OPINION:
In the final presidential debate, President Obama told us what he did after the Sept. 11, 2012, terrorist murders in Benghazi of Ambassador J. Christopher Stevens and three other Americans. He also told us what he did to take the United States into Libya before the attack. But he didn’t tell us how and why this terrorist attack occurred or why his administration strenuously avoided calling it that for two weeks. Nor did Mitt Romney pursue him on the subject. So while Libya was mentioned 12 times, we got no closer to the heart of the matter.
Yet, even in a campaign dominated by economic issues, the Benghazi question will not go away, nor should it, because lying behind it is one of the great defects in Mr. Obama’s Middle East policy.
The president and his officials had claimed that the assault was a spontaneous one by Muslim demonstrators offended by an anti-Muhammad video. They were reluctant to admit that it was a premeditated terrorist attack by Islamist terrorists at war with the United States, against whom energetic security measures were warranted but lacking.
For all the dissimilarities, this is reminiscent of the response of the Spanish government of Jose Maria Aznar to the Madrid terrorist bombings that killed 191 people just three days before Spain’s March 2004 general elections. Both governments feared the conclusions that would be drawn if they stated the unvarnished truth.
The Aznar government sought to fix responsibility for the Madrid attacks on ETA, the Basque terrorist organization, rather than on Islamists, who were widely and instantly suspected of being — and in fact turned out to have been — the perpetrators. The Aznar government had taken Spain into Iraq alongside the United States to depose Saddam Hussein. Although this policy was far from popular at home, the administration still had been expected to win re-election. That changed with the implication that the government had sought to obscure the fact that the Madrid bombing was a consequence of Spain’s Iraq involvement. Sensing bad faith, the Spanish public threw out the Aznar government in favor of the opposition, led by Jose Zapatero.
Similarly, the Obama administration has acted on the basis that Islamists are a potentially beneficent force in world affairs and that wisdom dictates coming to terms with those among them who are not engaged in active hostilities against the United States. That’s why Mr. Obama backed the Muslim Brotherhood’s rise to power in Egypt and Tunisia.
Where the two examples diverge is over whether the policies these two administrations were seeking to insulate from criticism were defensible. In Mr. Aznar’s case, they were. In Mr. Obama’s, they are not.
Spain did not become a target of Muslim armed rage in 2003 when Mr. Aznar committed forces to the Iraq war, nor did it cease to be a target in 2004, when Mr. Zapatero withdrew them. An unsuccessful 2008 Islamist suicide attack in Barcelona demonstrated that.
Rather, Spain has been a target of Muslim grievance since 1492, when the forces of King Ferdinand and Queen Isabella defeated the Moors and restored Spain’s Andalusia to Christian rule. Still, the Spanish government panicked and failed to present the attack in its historical perspective. For this failure, it paid the price of electoral defeat.
Similarly, Muslim armed rage against the United States does not have a recent origin. As early as 1786, Thomas Jefferson and John Adams discovered that America needed do nothing to incite war from jihadists. The occasion was their meeting in London with Tripoli’s ambassador to Britain, Sidi Haji Abdul Rahman Adja, to inquire why American merchant ships were being attacked and their crews sold into slavery by Barbary pirates.
Jefferson recorded Adja’s reply: “It was founded on the Laws of their Prophet, that it was written in their Koran, that all nations who should not have acknowledged their authority were sinners, that it was their right and duty to make war upon them wherever they could be found, and to make slaves of all they could take as Prisoners, and that every Mussulman who should be slain in Battle was sure to go to Paradise.”
The Aznar policy to depose dictators clattering with weapons of mass destruction and coddling jihadists was defensible. The Obama policy to assist the most retrograde forces in the Muslim world to obtain power and influence is not. Benghazi is one of its results. This could not be avowed, however, so an obscure video was proffered as the rationale for the attack. Whether Mr. Obama may yet pay a price for this remains uncertain, but the threat remains, as does the policy that magnified it.
Daniel Mandel is a fellow in history at Melbourne University.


WORK TO COMPLETE:
Check each line of the records for "JSON"; collect those that have it.

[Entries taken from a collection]
-------------------------

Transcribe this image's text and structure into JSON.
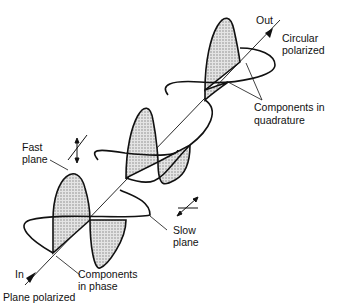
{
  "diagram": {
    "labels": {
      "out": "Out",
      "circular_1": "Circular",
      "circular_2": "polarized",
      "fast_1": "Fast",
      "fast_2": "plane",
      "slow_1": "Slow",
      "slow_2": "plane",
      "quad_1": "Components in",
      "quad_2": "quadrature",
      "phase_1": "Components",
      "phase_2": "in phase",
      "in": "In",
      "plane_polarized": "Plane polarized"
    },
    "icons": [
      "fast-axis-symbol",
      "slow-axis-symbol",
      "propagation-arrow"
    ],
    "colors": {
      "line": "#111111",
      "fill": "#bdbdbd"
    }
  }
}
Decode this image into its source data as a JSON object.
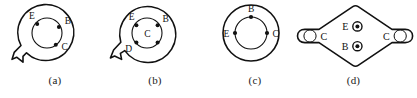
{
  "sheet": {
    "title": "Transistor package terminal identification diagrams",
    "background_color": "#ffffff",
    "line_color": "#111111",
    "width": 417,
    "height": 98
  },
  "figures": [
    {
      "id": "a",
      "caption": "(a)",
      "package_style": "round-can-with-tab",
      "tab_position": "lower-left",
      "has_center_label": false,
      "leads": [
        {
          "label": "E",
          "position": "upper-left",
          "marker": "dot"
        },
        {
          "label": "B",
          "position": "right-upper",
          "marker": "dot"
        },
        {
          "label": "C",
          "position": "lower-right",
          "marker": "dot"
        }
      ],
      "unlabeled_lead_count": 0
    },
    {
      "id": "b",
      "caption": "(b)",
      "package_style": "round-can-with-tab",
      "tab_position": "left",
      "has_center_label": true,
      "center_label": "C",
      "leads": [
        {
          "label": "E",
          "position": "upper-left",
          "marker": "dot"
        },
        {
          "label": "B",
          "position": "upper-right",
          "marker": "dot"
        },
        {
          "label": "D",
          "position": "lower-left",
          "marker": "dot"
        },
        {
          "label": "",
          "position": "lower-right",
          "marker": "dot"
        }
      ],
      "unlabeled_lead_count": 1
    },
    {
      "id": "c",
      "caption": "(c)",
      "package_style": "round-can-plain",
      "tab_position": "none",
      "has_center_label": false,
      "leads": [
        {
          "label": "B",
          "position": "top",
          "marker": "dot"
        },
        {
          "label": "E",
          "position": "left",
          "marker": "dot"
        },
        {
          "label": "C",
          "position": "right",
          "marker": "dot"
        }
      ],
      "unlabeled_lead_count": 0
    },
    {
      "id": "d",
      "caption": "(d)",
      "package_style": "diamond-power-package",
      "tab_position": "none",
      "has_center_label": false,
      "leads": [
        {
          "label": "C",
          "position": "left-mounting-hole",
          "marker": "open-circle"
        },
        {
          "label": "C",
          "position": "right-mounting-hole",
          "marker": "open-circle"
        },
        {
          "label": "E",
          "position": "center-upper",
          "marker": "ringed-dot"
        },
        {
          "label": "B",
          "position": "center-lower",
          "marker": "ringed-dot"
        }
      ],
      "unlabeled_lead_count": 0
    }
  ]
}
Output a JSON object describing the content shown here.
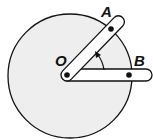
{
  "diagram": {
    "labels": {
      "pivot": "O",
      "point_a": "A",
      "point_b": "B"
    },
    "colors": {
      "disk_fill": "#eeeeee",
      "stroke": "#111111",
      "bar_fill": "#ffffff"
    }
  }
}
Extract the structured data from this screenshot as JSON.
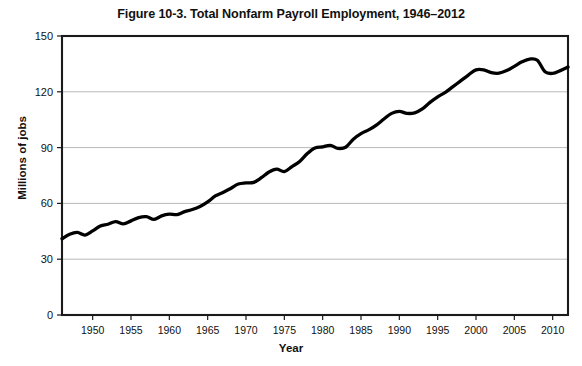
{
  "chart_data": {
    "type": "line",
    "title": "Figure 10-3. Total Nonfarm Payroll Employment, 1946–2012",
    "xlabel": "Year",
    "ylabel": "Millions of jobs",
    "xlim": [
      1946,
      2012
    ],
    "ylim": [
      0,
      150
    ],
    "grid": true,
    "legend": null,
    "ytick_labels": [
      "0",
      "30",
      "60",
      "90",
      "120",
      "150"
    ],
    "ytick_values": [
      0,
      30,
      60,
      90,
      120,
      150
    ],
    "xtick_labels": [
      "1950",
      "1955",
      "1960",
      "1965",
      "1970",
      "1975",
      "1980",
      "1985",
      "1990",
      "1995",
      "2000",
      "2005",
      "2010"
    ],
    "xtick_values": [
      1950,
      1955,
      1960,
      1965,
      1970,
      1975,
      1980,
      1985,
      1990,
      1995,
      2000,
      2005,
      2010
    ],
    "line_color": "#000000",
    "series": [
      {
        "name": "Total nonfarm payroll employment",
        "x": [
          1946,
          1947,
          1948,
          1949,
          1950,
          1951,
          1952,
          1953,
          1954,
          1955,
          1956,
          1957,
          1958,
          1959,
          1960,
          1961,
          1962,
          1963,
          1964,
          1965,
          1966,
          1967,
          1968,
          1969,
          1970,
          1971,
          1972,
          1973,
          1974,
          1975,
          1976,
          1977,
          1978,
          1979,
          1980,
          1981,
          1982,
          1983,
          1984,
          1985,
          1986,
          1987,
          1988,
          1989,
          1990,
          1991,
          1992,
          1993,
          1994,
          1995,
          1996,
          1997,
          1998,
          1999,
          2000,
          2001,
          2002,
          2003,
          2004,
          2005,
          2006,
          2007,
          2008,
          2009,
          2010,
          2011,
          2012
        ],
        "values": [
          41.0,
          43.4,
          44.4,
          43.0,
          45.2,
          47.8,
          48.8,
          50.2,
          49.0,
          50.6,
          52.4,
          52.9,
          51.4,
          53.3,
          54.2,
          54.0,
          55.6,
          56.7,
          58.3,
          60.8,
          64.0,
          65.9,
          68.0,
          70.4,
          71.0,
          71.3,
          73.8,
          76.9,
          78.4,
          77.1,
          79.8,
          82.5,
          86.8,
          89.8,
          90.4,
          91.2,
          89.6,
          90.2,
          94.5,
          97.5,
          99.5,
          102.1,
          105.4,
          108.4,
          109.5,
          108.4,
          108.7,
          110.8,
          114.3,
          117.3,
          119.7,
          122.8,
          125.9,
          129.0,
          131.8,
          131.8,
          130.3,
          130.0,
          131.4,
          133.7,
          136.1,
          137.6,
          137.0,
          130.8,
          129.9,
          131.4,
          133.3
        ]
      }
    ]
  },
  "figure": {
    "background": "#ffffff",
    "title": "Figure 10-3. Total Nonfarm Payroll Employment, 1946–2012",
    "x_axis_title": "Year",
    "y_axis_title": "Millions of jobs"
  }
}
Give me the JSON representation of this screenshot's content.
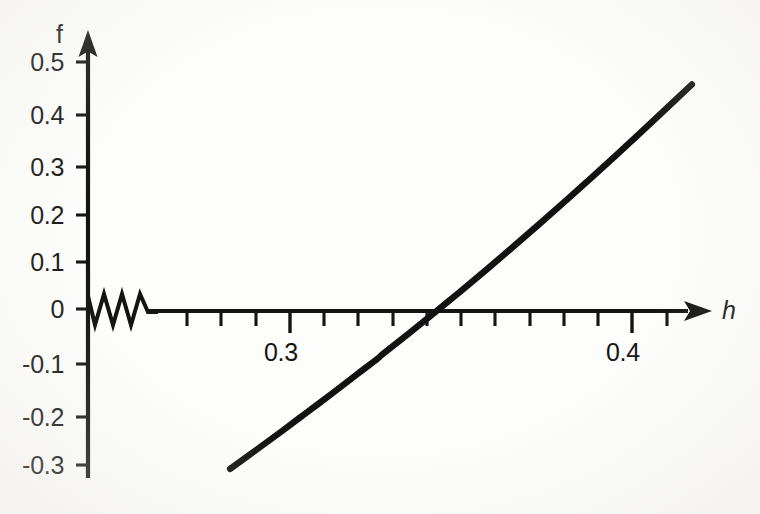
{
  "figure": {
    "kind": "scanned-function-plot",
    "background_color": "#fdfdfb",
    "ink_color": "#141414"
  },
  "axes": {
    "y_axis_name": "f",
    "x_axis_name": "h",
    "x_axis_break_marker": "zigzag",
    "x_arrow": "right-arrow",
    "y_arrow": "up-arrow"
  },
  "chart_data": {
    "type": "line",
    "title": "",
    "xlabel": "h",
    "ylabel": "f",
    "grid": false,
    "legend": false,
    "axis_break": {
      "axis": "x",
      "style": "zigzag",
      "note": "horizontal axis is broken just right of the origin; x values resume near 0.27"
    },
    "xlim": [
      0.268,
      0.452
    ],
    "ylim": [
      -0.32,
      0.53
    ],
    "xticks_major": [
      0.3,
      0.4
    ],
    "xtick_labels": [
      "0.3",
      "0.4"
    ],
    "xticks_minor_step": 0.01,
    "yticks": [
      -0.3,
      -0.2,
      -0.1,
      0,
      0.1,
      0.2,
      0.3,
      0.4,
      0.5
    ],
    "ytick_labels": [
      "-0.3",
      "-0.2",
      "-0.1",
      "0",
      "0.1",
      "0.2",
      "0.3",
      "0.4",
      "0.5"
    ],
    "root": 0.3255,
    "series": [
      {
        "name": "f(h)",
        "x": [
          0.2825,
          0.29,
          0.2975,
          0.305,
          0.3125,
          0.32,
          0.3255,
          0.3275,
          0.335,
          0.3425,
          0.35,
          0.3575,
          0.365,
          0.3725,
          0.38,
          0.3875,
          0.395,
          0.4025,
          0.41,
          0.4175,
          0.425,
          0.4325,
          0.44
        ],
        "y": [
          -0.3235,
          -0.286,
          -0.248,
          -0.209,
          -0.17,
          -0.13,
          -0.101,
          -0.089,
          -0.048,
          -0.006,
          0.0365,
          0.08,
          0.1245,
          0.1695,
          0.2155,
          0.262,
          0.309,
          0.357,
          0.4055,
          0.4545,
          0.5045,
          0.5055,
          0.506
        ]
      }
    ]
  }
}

-------------------------

SOLUTION TO THIS PROBLEM:
Transcribe this image's text and structure into JSON.
Decode this image into its source data as a JSON object.
Output a JSON object describing the content shown here.
Extract the structured data from this screenshot as JSON.
Give me the JSON representation of this screenshot's content.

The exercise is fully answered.